Tears of indignation welled into her eyes, but she brushed them angrily aside. Why was life so dreadful, she wondered. Why did men exist to break women's hearts?—for she never doubted that the married state was one of heart-break. Such had been the lesson burned deep into her soul by suffering. A home of her own had been a sweet thought, but the serpent had entered her Eden, and she cared no more to stay there.
The next time Winthrop came it was openly, with a message from her father. All through the interview, which lasted for an hour, and was prolonged over the noonday meal, Dawn sat stiffly on the other side of Friend Ruth, watching the fishy eyes of the stranger and listening to his fulsome flatteries of the place, her small hands folded decorously, but her young heart beating painfully under the sheer folds of the 'kerchief.
On his fourth visit he bore a private letter from her father to Friend Ruth, and wore an air of assurance which made the girl's heart sink with nameless foreboding.

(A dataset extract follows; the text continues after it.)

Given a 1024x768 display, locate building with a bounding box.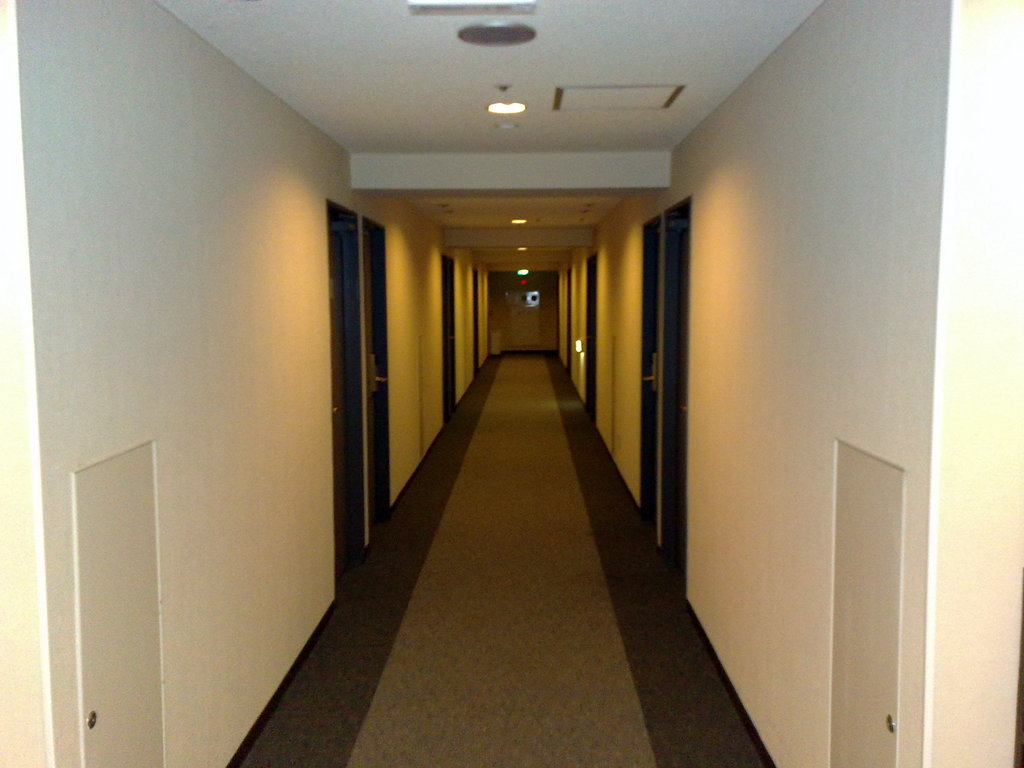
Located: box(0, 0, 1023, 767).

Not even the praises of the girls for her handsome lover, their open envy of her future lot, or their merry taunts, could rouse her from a gravity which had begun to settle upon her.
This time Friend Ruth seemed to look upon the visitor in a different light. Not only was Dawn allowed to talk with him alone, but she was sent out with him for a walk in the woods.
Reluctantly she obeyed, frightened, she knew not why.
Harrington Winthrop had a winning way with him, and he was determined to win this proud, beautiful girl. Also, he was wise in the ways of the world, he did not force any undue attention upon her, but confined his conversation to telling her about the beautiful home he had seen. Rightly guessing that there was still much of the child about her, he went on to picture the house in detail, not hesitating to embellish it at will where his memory failed.
There was a garden with a fountain, and there should be flowers, all in profusion. There were clipped hedges, gravel paths, an arbor in a shady place, where she might bring her book or sewing, and where the sunshine would peer through the branches just enough to scatter gold about the leafy way.
In spite of her prejudices, she was interested. She could not help it. The longing for a real home of her own was great.
Then came the most difficult part of his task, which was to reconcile her to himself.
Skilfully he led the conversation about till he himself was the subject—his life since he had become a man and gone out into the world. Pathetically he talked of his own loneliness, until he touched the maternal chord in her nature and made her feel sorry for him. He opened up for her gaze depths of sympathy, tenderness, and pathos, which were purely imaginary and wholly impossible to his own nature. He launched into details of his own feelings which were the inspiration of the moment, because he saw they touched her. He told her how he had often been lonely almost to desperation, and how he had many and many a time pictured a home of his own, with a lovely wife at its head. The girl winced at the name "wife," but he went steadily on trying to take the strangeness out of the word, trying to touch her heart and fire her tenderness; for he rightly read the possibilities of love in the beautiful face, and it put him on his mettle to make it bloom for him.